Tea Consumption and Depression from Follow Up in the Singapore Longitudinal Ageing Study
Male
0301 basic medicine
Aging
Singapore
Tea
Depression
16. Peace & justice
3. Good health
Cohort Studies
03 medical and health sciences
Humans
Female
Longitudinal Studies
Prospective Studies
Aged
Follow-Up Studies
DOI:
10.1007/s12603-020-1526-x
Publication Date:
2020-11-12T12:02:45Z
AUTHORS (4)
ABSTRACT
Experimental evidence suggest that tea polyphenols have anti-depressant effect and tea consumption may reduce the risk and severity of depression. We investigated whether tea consumption was associated with changes in depressive symptoms over time among Asian older adults.Population-based prospective cohort study with mean 4 years of follow up.Singapore Longitudinal Ageing Study (SLAS) of community-living older persons.3177 participants overall (mean age 67 years) and 3004 participants who were depression-free at baseline.Baseline tea consumption which include Chinese (black, oolong or green) tea or Western (mixed with milk) tea and change in Geriatric Depression Scale (GDS) measure of depression. Incident depression was defined by GDS≥5, and GDS depression improvement or deterioration by GDS change of ≥4 points. Estimated odds ratio and 95% confidence intervals (OR, 95%CI) were adjusted for baseline age, sex, ethnicity, education, housing type, single/divorced/widowed, living alone, physical and social activity, smoking, alcohol, number of comorbidities, MMSE, and baseline GDS level.Compared to non-tea drinkers, participants who consumed ≥3 cups of tea of all kinds were significantly less likely to have worsened GDS symptoms: OR=0.32, 95% CI=0.12, 0.84. Among baseline depression-free participants, the risk of incident GDS (≥5) depression was significantly lower (OR=0.34, 95%CI=0.13, 0.90) for daily consumption of all types of tea, and Chinese (black, oolong or green) tea (OR=0.46, 95%CI=0.21,0.99).This study suggests that tea may prevent the worsening of existing depressive symptoms and the reduce the likelihood of developing threshold depression.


The result should be an exact copy of every record, with no pictures kept.

[[ Records provided, beginning ]]

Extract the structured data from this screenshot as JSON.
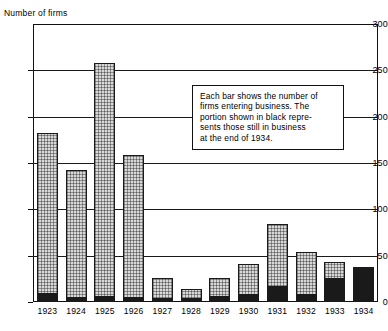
{
  "chart_data": {
    "type": "bar",
    "title": "",
    "ylabel": "Number of firms",
    "xlabel": "",
    "ylim": [
      0,
      300
    ],
    "yticks": [
      0,
      50,
      100,
      150,
      200,
      250,
      300
    ],
    "grid": true,
    "legend": null,
    "categories": [
      "1923",
      "1924",
      "1925",
      "1926",
      "1927",
      "1928",
      "1929",
      "1930",
      "1931",
      "1932",
      "1933",
      "1934"
    ],
    "series": [
      {
        "name": "Firms entering business",
        "values": [
          182,
          143,
          258,
          159,
          26,
          14,
          26,
          41,
          84,
          54,
          43,
          38
        ]
      },
      {
        "name": "Still in business at end of 1934",
        "values": [
          10,
          5,
          6,
          5,
          4,
          4,
          6,
          9,
          17,
          9,
          26,
          38
        ]
      }
    ],
    "annotation": {
      "lines": [
        "Each bar shows the number of",
        "firms entering business. The",
        "portion shown in black repre-",
        "sents those still in business",
        "at the end of 1934."
      ]
    }
  }
}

[[ Records provided, end ]]

__Answer space__.
Extract the structured data from this screenshot as JSON.
{
  "chart_data": {
    "type": "bar",
    "title": "",
    "ylabel": "Number of firms",
    "xlabel": "",
    "ylim": [
      0,
      300
    ],
    "yticks": [
      0,
      50,
      100,
      150,
      200,
      250,
      300
    ],
    "grid": true,
    "legend": null,
    "categories": [
      "1923",
      "1924",
      "1925",
      "1926",
      "1927",
      "1928",
      "1929",
      "1930",
      "1931",
      "1932",
      "1933",
      "1934"
    ],
    "series": [
      {
        "name": "Firms entering business",
        "values": [
          182,
          143,
          258,
          159,
          26,
          14,
          26,
          41,
          84,
          54,
          43,
          38
        ]
      },
      {
        "name": "Still in business at end of 1934",
        "values": [
          10,
          5,
          6,
          5,
          4,
          4,
          6,
          9,
          17,
          9,
          26,
          38
        ]
      }
    ],
    "annotation": {
      "lines": [
        "Each bar shows the number of",
        "firms entering business. The",
        "portion shown in black repre-",
        "sents those still in business",
        "at the end of 1934."
      ]
    }
  }
}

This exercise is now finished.